Real-life locations of A Christmas Carol

Nothing captures the festive season like A Christmas Carol – and the classic Dickens novel is set largely in the City. Here’s where to find the ghosts of Christmas past.

“Scrooge’s name was good upon ‘Change”

The Royal Exchange was a place of business in Charles Dickens’ day, and Scrooge would have been well known to the merchants and traders there. The Ghost of Christmas Yet to Come takes him to the ‘Change to see what they might say about him after his death.

It all looks very different these days – today, it houses a luxury shopping mall.

“Down a slide on Cornhill”

Dickens doesn’t name the exact address of Scrooge and Marley’s counting house, but it’s thought to be in one of the lanes off Cornhill – and if you visit these historic alleyways, they certainly feel very Dickensian.

Cornhill is mentioned in the book when Bob embraces the spirit of Christmas and goes sliding down the street 20 times with the local boys before running home “as hard as he could pelt”.

“Not the little prize turkey: the big one”

At the end of the novel, Scrooge, now a reformed character, buys a prize turkey for the Cratchit family. The Victorian Leadenhall market, built on the site of a medieval poultry market, would have been just the place to go.

If you visit Leadenhall today, you can still see the hooks where traders used to hang chickens, geese and turkeys back in Dickens’ day.

“The ancient tower of a church, whose gruff old bell was always peeping slily down at Scrooge”

Again, Dickens doesn’t name the church, but St Michael Cornhill, overlooking the alleys off Cornhill where Scrooge’s counting house was located, is a likely contender.

The gothic tower is the work of Christopher Wren and Nicholas Hawksmoor, who rebuilt the church after the Great Fire of London.

Feeling literary? Get in touch to book a walking tour of the Square Mile with a Dickensian twist.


Task prompt » Below are some records; each one is to be set down again exactly.

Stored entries

* * * * *

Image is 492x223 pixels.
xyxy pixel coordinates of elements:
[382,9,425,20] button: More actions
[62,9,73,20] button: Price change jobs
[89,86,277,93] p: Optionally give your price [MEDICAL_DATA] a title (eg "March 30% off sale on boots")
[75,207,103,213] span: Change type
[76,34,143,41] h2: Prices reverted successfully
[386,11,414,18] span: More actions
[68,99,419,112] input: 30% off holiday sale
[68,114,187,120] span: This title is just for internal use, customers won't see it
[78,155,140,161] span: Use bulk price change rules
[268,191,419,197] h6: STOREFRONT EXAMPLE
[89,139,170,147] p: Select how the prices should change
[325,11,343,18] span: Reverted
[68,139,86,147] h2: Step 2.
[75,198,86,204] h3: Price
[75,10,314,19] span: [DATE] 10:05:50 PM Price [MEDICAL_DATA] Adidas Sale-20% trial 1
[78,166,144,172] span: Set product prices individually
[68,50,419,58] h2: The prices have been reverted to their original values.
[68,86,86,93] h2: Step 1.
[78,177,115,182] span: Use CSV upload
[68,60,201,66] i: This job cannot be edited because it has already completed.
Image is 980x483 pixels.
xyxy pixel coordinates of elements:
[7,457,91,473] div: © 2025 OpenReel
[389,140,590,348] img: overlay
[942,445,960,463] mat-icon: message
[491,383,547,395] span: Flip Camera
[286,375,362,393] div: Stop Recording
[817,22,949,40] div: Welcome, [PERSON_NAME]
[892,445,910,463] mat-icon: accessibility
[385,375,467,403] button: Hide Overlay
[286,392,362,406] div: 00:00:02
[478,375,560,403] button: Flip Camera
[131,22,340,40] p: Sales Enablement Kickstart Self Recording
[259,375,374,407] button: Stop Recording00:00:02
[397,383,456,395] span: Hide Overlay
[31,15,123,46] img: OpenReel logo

* * * * *

Task answer »
Image is 492x223 pixels.
xyxy pixel coordinates of elements:
[382,9,425,20] button: More actions
[62,9,73,20] button: Price change jobs
[89,86,277,93] p: Optionally give your price [MEDICAL_DATA] a title (eg "March 30% off sale on boots")
[75,207,103,213] span: Change type
[76,34,143,41] h2: Prices reverted successfully
[386,11,414,18] span: More actions
[68,99,419,112] input: 30% off holiday sale
[68,114,187,120] span: This title is just for internal use, customers won't see it
[78,155,140,161] span: Use bulk price change rules
[268,191,419,197] h6: STOREFRONT EXAMPLE
[89,139,170,147] p: Select how the prices should change
[325,11,343,18] span: Reverted
[68,139,86,147] h2: Step 2.
[75,198,86,204] h3: Price
[75,10,314,19] span: [DATE] 10:05:50 PM Price [MEDICAL_DATA] Adidas Sale-20% trial 1
[78,166,144,172] span: Set product prices individually
[68,50,419,58] h2: The prices have been reverted to their original values.
[68,86,86,93] h2: Step 1.
[78,177,115,182] span: Use CSV upload
[68,60,201,66] i: This job cannot be edited because it has already completed.
Image is 980x483 pixels.
xyxy pixel coordinates of elements:
[7,457,91,473] div: © 2025 OpenReel
[389,140,590,348] img: overlay
[942,445,960,463] mat-icon: message
[491,383,547,395] span: Flip Camera
[286,375,362,393] div: Stop Recording
[817,22,949,40] div: Welcome, [PERSON_NAME]
[892,445,910,463] mat-icon: accessibility
[385,375,467,403] button: Hide Overlay
[286,392,362,406] div: 00:00:02
[478,375,560,403] button: Flip Camera
[131,22,340,40] p: Sales Enablement Kickstart Self Recording
[259,375,374,407] button: Stop Recording00:00:02
[397,383,456,395] span: Hide Overlay
[31,15,123,46] img: OpenReel logo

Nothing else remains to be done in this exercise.